Students & Parents | General Education

“Higher” Education Keeps Getting Lower

THE CLAREMONT REVIEW OF BOOKS   |  December 4, 2015 by Eric Bledsoe

More than 40 years have passed since two Cornell University professors posed a question to its president, a question that could be fairly asked at any of a number of schools: “If we prove to you that an Arts and Sciences student can now receive a B.A. degree at Cornell, and thus be presumed to have acquired a liberal education, without having been required to read a line of Plato, the Bible, Shakespeare, Marx or Einstein, would you consider this to be evidence that there is a crisis in education at Cornell?”

They never received a reply, but their fears have been confirmed by nearly every subsequent campus development across the nation. What Will They Learn?, a survey of over 1,100 colleges and universities published by the American Council of Trustees and Alumni (ACTA), details the ascendancy of the trivial over the serious, the chaotic over the coherent, in our institutions of higher learning. Before investing years of their lives and tens of thousands of dollars in a particular college, students and their parents would be wise to read the report.

What Will They Learn? assesses the core curriculum in American higher education by concentrating on seven subjects: composition, literature, intermediate foreign language, U.S. history or government, economics, college-level mathematics, and natural science. It then assigns grades to colleges and universities based on how many of these subjects they require: A for six or seven; B, four or five; C, three; D, two; and F, one or zero.

This year’s results, laid out in the report’s seventh iteration, are dismal. Only 24 schools receive an A grade, while 64% require three or fewer subjects. Large majorities of our colleges are content to award bachelor’s degrees to students who haven’t taken a single course in literature, foreign language, American history and government, or economics. 

Grade # of Schools Percentage
A 24 2%
B 371 33%
C 342 31%
D 268 24%
F 103 9%

 

Subject # of Schools Percentage
Composition 905 82%
Literature 398 36%
For. Language 141 13%
U.S. Hist./Gov. 200 18%
Economics 34 3%
Mathematics 658 59%
Science 962 87%

What Will They Learn? analyzes the perverse economics of higher education, where F-rated institutions charge nearly $33,000 per year in tuition on average, over 38% more than the average A-rated school. Students increasingly leave college lacking both marketable skills and basic civic knowledge. 63% of employers surveyed said graduates lack the competence to succeed in a global economy; over a quarter thought graduates’ writing abilities deficient. One-third of college graduates could not identify—in a multiple-choice survey—the Bill of Rights as a group of constitutional amendments; nearly half couldn’t choose the correct term lengths for members of Congress; and 10% thought television’s “Judge Judy” was a U.S. Supreme Court justice.

In the prevalent “cafeteria-style” curricula, students choose from a list of courses, sometimes numbering in the thousands, that relate neither to one another or to any coherent notion of what educated people know. Specialized courses pander to students’ interest in popular culture, reinforcing their ignorance and inoculating them against rigorous study of the challenging and timeless.

Clearly, we need a renewed commitment to a foundational general education curriculum. The frequent boast that “skills-based” instruction obviates “content-based” learning rationalizes a curriculum that is fashionable but insubstantial. In place of literature and history, colleges increasingly require “critical reading,” and teach “quantitative reasoning” in lieu of a core mathematics or science course. This approach falsely assumes that skills can be taught in a vacuum, that content-based systems are antiquated or superfluous. Only in the less forgiving post-college job market do graduates realize how much time and money they wasted getting barely educated.

Too often college ranking systems ignore the material actually taught on America’s campuses. When the most popular such systems focus on the reputation and endowment size of universities, it should not surprise parents, students, and policymakers that colleges neglect teaching in favor of institutional marketing. These systems rank institutions’ financial and reputational stability, variables that have very little to do with the quality of undergraduate education.

In Academically Adrift (2011), Richard Arum and Josipa Roksa showed that 45% of college students from the class of 2009 “did not demonstrate any significant improvement in learning” during their first two years of college, and 36% “did not demonstrate any significant improvement in learning” over four years. The corrective is no mystery. If science, technology, engineering, and mathematics are increasingly important in a world transformed by technology, require college-level mathematics, not a rehash of the basic arithmetic that should have been mastered in high school. If multiculturalism is important, require competency in a foreign language. If basic writing skills are important, establish demanding requirements in expository writing. Students and parents need to choose colleges based on academic rigor. As fiduciaries, boards of trustees need to demand serious academic policies, to repudiate curricula that offer high school students a four-year vacation at Club Ed. The alternative is a future in which American higher education’s greatest distinction is its startling cost.

WHO WE ARE

Launched in 1995, we are the only organization that works with alumni, donors, trustees, and education leaders across the United States to support liberal arts education, uphold high academic standards, safeguard the free exchange of ideas on campus, and ensure that the next generation receives an intellectually rich, high-quality college education at an affordable price.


> What to produce
Among the entries below, please show each line that carries the word "drawn".

> Material for this task
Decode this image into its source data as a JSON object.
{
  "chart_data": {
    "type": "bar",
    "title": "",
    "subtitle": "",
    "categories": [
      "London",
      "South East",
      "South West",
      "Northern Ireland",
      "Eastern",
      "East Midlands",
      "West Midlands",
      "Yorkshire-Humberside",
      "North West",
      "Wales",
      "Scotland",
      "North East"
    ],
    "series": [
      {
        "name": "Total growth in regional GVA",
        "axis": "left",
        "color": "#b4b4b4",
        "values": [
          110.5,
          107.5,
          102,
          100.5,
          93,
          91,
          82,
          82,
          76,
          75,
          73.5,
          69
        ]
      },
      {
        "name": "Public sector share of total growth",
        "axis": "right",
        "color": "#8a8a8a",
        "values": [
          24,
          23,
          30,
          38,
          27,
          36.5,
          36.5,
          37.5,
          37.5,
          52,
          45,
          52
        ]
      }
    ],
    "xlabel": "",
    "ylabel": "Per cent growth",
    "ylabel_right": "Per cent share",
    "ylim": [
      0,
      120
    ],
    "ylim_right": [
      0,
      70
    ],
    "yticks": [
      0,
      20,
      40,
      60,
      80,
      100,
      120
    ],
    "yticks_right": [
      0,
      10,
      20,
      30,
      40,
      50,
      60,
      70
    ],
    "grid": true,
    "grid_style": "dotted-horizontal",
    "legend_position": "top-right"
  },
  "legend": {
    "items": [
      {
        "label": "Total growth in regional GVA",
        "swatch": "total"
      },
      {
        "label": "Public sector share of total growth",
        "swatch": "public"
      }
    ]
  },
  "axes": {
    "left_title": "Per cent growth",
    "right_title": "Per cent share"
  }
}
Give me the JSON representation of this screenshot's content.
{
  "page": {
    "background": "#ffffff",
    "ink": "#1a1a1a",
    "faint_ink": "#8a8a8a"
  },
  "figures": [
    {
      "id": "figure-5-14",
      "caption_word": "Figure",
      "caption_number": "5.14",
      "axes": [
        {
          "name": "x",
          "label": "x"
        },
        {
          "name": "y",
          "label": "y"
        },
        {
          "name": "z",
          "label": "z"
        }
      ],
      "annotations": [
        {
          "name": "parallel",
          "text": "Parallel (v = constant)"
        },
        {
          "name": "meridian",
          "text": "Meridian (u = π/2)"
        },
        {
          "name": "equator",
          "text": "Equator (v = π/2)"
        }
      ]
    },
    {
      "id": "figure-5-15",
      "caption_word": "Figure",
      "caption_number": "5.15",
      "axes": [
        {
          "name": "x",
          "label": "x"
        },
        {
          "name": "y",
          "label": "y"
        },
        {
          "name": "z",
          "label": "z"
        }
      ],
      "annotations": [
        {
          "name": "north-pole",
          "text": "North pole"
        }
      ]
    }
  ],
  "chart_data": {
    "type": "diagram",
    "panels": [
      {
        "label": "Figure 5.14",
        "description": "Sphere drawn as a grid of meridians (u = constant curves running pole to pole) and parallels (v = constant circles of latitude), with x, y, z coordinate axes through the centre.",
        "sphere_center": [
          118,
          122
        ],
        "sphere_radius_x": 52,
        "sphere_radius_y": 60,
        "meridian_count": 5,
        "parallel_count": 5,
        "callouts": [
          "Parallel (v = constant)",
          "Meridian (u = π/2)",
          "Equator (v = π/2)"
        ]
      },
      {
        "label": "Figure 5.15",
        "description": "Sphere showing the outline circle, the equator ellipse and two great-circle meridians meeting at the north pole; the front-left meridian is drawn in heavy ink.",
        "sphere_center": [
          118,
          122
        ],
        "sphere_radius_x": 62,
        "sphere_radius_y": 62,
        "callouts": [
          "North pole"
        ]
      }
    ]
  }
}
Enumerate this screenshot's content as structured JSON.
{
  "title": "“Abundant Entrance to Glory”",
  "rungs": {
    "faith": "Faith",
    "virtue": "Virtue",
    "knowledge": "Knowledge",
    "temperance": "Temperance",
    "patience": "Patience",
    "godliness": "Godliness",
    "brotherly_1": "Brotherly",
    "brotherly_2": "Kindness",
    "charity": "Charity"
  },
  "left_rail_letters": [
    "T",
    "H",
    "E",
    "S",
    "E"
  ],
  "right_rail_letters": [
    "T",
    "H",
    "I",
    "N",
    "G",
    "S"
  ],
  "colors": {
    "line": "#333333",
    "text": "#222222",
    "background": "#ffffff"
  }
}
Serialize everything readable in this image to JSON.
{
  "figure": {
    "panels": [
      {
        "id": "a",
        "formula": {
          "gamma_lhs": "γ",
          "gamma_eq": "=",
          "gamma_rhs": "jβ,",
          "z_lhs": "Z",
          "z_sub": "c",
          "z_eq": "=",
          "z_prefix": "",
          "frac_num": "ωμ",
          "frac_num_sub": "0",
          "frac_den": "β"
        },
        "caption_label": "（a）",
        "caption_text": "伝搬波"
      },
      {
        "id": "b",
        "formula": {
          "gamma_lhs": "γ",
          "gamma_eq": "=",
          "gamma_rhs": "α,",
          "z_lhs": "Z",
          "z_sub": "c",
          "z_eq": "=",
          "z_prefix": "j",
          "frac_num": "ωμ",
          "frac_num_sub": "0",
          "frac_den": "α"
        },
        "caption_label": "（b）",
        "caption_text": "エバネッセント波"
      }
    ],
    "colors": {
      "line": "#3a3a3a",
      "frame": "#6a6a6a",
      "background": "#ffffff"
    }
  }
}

> Exercise answer
        "description": "Sphere drawn as a grid of meridians (u = constant curves running pole to pole) and parallels (v = constant circles of latitude), with x, y, z coordinate axes through the centre.",
        "description": "Sphere showing the outline circle, the equator ellipse and two great-circle meridians meeting at the north pole; the front-left meridian is drawn in heavy ink.",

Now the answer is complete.